Zheng Wang, assistant professor of communication at Ohio State University, has conducted considerable research on multitasking. One study she conducted in 2012 indicated that multitasking hurts performance, but makes people feel better.
“There’s this myth among some people that multitasking makes them more productive,” according to Wang.
She noted that “they seem to be misperceiving the positive feelings they get from multitasking. They are not being more productive – they just feel more emotionally satisfied from their work.”
Another study she conducted in 2012 has significant implications for distracted drivers. Her research indicated that trying to do two visual tasks at once hurt performance in both tasks significantly more than combining a visual and an audio task. So a driver who is texting on their phone is likely more “impaired” than if they were speaking on their phone. They are both dangerous but the research showed that texting is much more dangerous.
But what’s really scary is that when people who tried to do two visual tasks at the same time were asked to rate their performance they rated themselves as better than those who combined a visual and an audio task. In fact, their actual performance was worse.
Another recent study showed that those who frequently multitask are actually bad at it. The study by Professor David Strayer and Professor David Sanbonmatsu, both at Utah University, shows that people who frequently talk on their cellphone while driving are probably the ones who shouldn’t be doing it. Their perception is that they are good at multitasking.
The study indicated that those who scored highest on the ability to multitask tended not to engage in it because they were more able to focus attention on what they are doing.
Their study is available on an online journal
PLOS ONE.
Recently a woman distracted by a text fell feet-first into a frozen canal in Birmingham — and the entire incident
was caught on tape by one of England's many CCTV cameras. This vividly illustrates have difficult it is to multitask. What would have been the outcome has she been driving instead of walking?
So what is this all mean? Distracted drivers are a greater hazard than they realize. They do not believe that texting or talking on their phone impairs their driving ability and those who are worst at doing both are actually more likely to multitask.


> [TASK TO CARRY OUT]: Return every line of the records that includes the string "Recruitment".

[[ EXTRACTED DATA, beginning ]]

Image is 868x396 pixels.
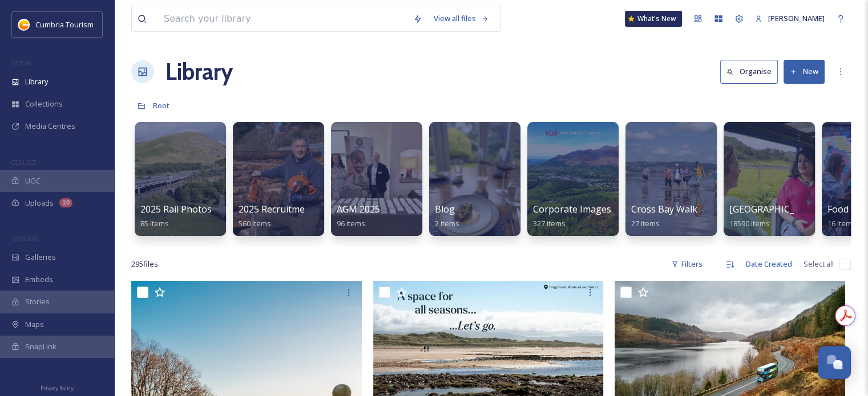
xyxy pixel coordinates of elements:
[166,55,233,89] a: Library
[631,203,720,216] span: Cross Bay Walk 2024
[41,385,74,392] span: Privacy Policy
[533,204,611,229] a: Corporate Images327 items
[533,219,565,229] span: 327 items
[25,176,41,187] span: UGC
[131,259,158,270] span: 295 file s
[18,19,30,30] img: images.jpg
[11,158,36,167] span: COLLECT
[59,199,73,208] div: 10
[625,11,682,27] a: What's New
[158,6,407,31] input: Search your library
[337,219,365,229] span: 96 items
[631,204,720,229] a: Cross Bay Walk 202427 items
[239,204,395,229] a: 2025 Recruitment - [PERSON_NAME]560 items
[729,219,770,229] span: 18590 items
[239,219,271,229] span: 560 items
[25,252,56,263] span: Galleries
[740,253,798,276] div: Date Created
[435,203,455,216] span: Blog
[337,203,380,216] span: AGM 2025
[428,7,495,30] a: View all files
[11,59,31,67] span: MEDIA
[720,60,778,83] button: Organise
[631,219,660,229] span: 27 items
[803,259,834,270] span: Select all
[25,320,44,330] span: Maps
[140,204,212,229] a: 2025 Rail Photos85 items
[140,219,169,229] span: 85 items
[239,203,395,216] span: 2025 Recruitment - [PERSON_NAME]
[749,7,830,30] a: [PERSON_NAME]
[25,274,53,285] span: Embeds
[11,235,38,243] span: WIDGETS
[729,203,821,216] span: [GEOGRAPHIC_DATA]
[25,99,63,110] span: Collections
[25,121,75,132] span: Media Centres
[25,342,57,353] span: SnapLink
[25,297,50,308] span: Stories
[768,13,825,23] span: [PERSON_NAME]
[153,100,170,111] span: Root
[25,198,54,209] span: Uploads
[665,253,708,276] div: Filters
[827,219,856,229] span: 16 items
[25,76,48,87] span: Library
[533,203,611,216] span: Corporate Images
[435,204,459,229] a: Blog2 items
[337,204,380,229] a: AGM 202596 items
[818,346,851,379] button: Open Chat
[153,99,170,112] a: Root
[435,219,459,229] span: 2 items
[783,60,825,83] button: New
[35,19,94,30] span: Cumbria Tourism
[729,204,821,229] a: [GEOGRAPHIC_DATA]18590 items
[41,381,74,394] a: Privacy Policy
[140,203,212,216] span: 2025 Rail Photos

[[ EXTRACTED DATA, end ]]

> [RESULT FOR THIS TASK]:
[239,204,395,229] a: 2025 Recruitment - [PERSON_NAME]560 items
[239,203,395,216] span: 2025 Recruitment - [PERSON_NAME]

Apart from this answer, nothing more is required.